Unwillingly to school
National Review, March 2, 1992 by Chester E. Finn, Jr.
Though Hirsch had nothing directly to do with it, Diane Ravitch and I did lend a hand in designing the Administration's strategy (and Ravitch, of course, continues to do distinguished public service at the Education Department). But Miss Lerner, however, sorely misrepresents our thinking and writing about education priorities. "[L]ists of specific items of information American kids don't know at various ages are recurrent features of many of their books," she asserts. This is false. The truth is that Ravitch and I are responsible, individually and together, for some 14 books, and precisely one of these--What Do Our 17-Year-Olds Know? published in 1987--contains such lists. Inasmuch as the point of that volume was to report results on the first-ever national assessment of history and literature knowledge among young Americans, it's not too surprising that we would present the facts, as it were, about the state of factual knowledge. But even in our solitary work of this genre, Ravitch and I lamented the limits of an assessment that, by virtue of its test technology, was not capable of examining much more than factual knowledge; and we took pains to dispel the "false dichotomies" of "concepts vs. facts" and "skills vs. content." No careful reader of that volume could accurately conclude that we're only interested in "information."
Her own preferred alternative (to a national curriculum) is curious indeed. She urges that the plays of William Shakespeare become our "national book," required in every semester of every high school, and enforced through a national Shakespeare test--on which all diplomas hinge. Talk about narrowing the curriculum down. Talk about imposing a canon. Talk about surrendering pluralism, voluntarism, and choice to some federal Shakespeare commissar.

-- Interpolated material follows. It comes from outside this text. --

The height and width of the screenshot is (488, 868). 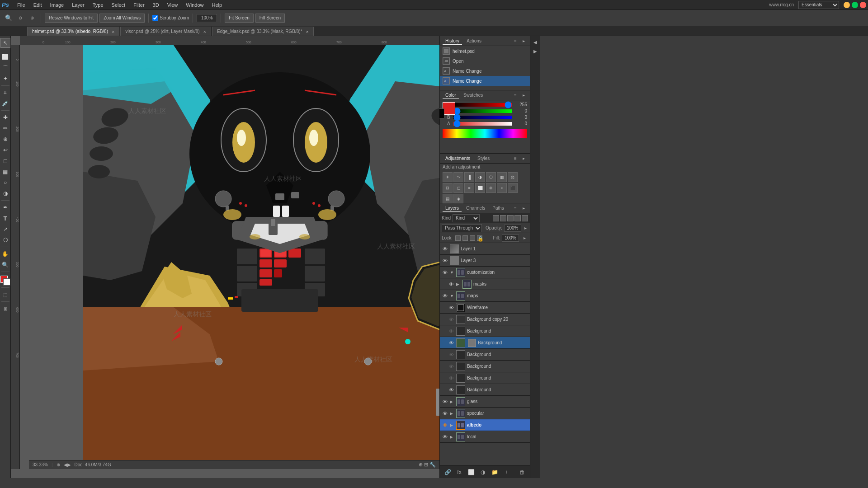 I want to click on shape-tool: ⬡, so click(x=5, y=240).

But there's a touch of genius to the idea, too. For Miss Lerner is certainly correct that "verbal reasoning power" is best developed by "delving deeply into
some subject matter" and there's no subject matter in the humanities that lends itself to deeper delving than the works of William Shakespeare. (That, of course, is why every good high-school English class already includes one or more of his plays.)
More than Will Power
BUT Shakespeare isn't sufficient unto himself for the education of young Americans, any more than a splendid steak comprises a full meal. What about match and science? What about the history and literature that hadn't happened by the sixteenth century (including American history)? What about the principles of democracy? Of modern physics? Of languages other than English?
Miss Lerner says she almost included the Constitution and Federalist Papers as "national book number two." She changed her mind, however, when she saw how "abstract" these works are and how lacking in emotional content, especially when (she says) few young people have the relevant background experience to make their abstractions come alive.
I wish she had yielded to her initial impulse. It reminded me of an interesting survey undertaken by William J. Bennett when he was chairman of the Humanities Endowment. He asked hundreds of prominent Americans to suggest what books all youngsters should study in school. The replies varied, of course, but five works led the list: Shakespeare's plays and sonnets; the "founding documents" of the United States (i.e., Declaration, Constitution, Federalist Papers); the Bible; The Adventures of Huckleberry Finn; and The Odyssey. Dickens ranked sixth.